While I would spend most of my days and evenings at the Louvre, as every good courtier did, my lodgings would be elsewhere. Slowly the driver inched the carriage along the crowded rue Saint-Honoré to the Place du Palais-Royal, and the residence of the duc d’Orleans, the king’s brother. Here was where I’d serve as a maid of honor to the duchesse d’Orleans, and I eagerly gazed out the window at my new residence.
The Palais-Royal was smaller than the Louvre, less imposing, and yet more elegant, even to my untutored eyes. While the front of the Louvre seemed straight and severe as a soldier at his post, as was to be expected from its beginnings as a fortress, the Palais-Royal seemed full of curves and swells and flourishes, as beguiling as any lady of fashion.

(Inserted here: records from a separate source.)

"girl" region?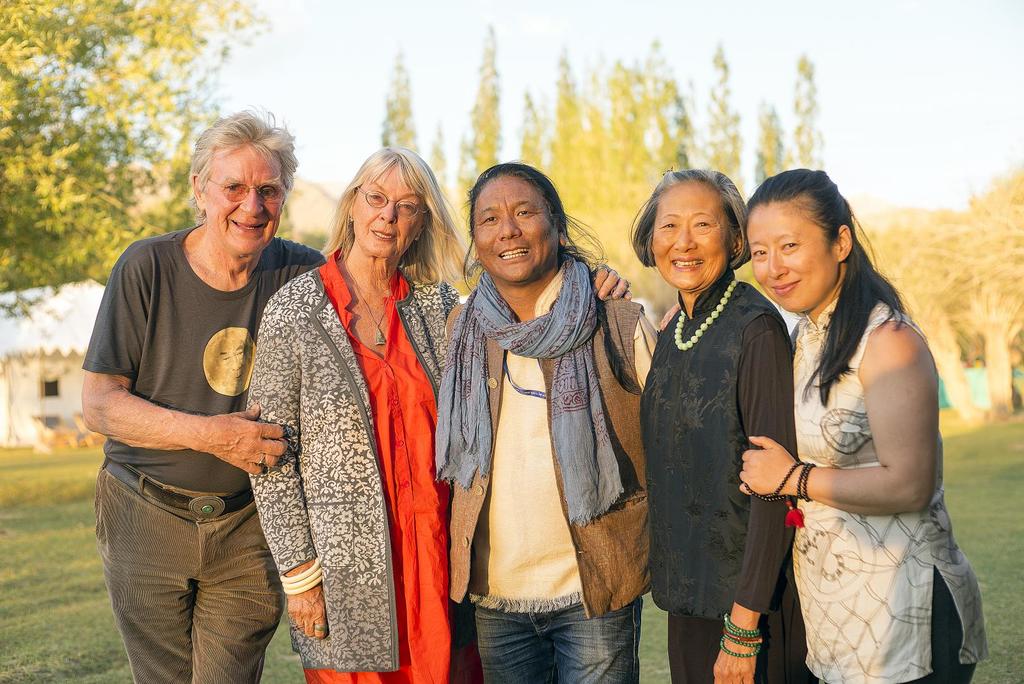
(x1=253, y1=147, x2=446, y2=682)
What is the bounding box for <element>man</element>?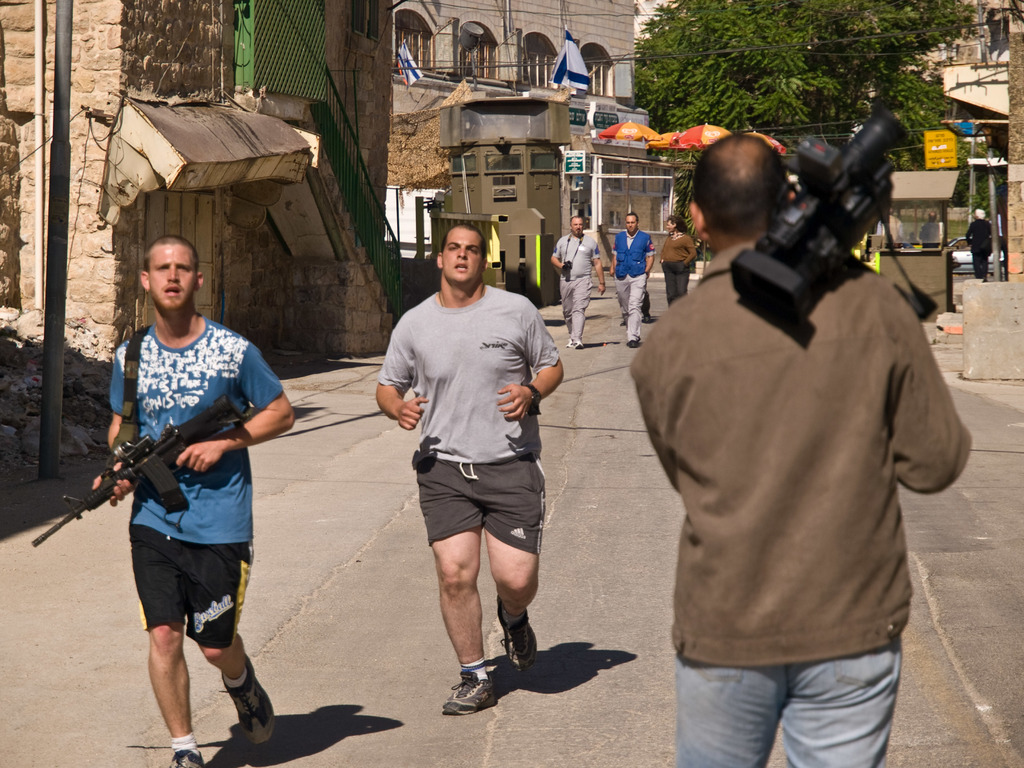
548, 214, 604, 346.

Later I was to learn how correct my first impressions were, and how true these two palaces were to the nature of the two royal brothers. But on that autumn afternoon, for me even the Palais-Royal seemed very large and daunting, and I felt woefully unprepared to conquer it on my own.
Now most young ladies in my circumstances would have had another to accompany them, a parent or other relative or friend to make their introductions and ease their path into this new world. But my parents were too poor (and, truth be told, too shy of the Court and its manners) to have joined me on such a costly journey. Likewise my sponsor, the Duc de Beaufort, was far away from Paris in the Mediterranean with the French fleet. Thus I was forced to make this first venture on my own, friendless and with no other support than that which I could muster within myself: a tiny comfort, indeed.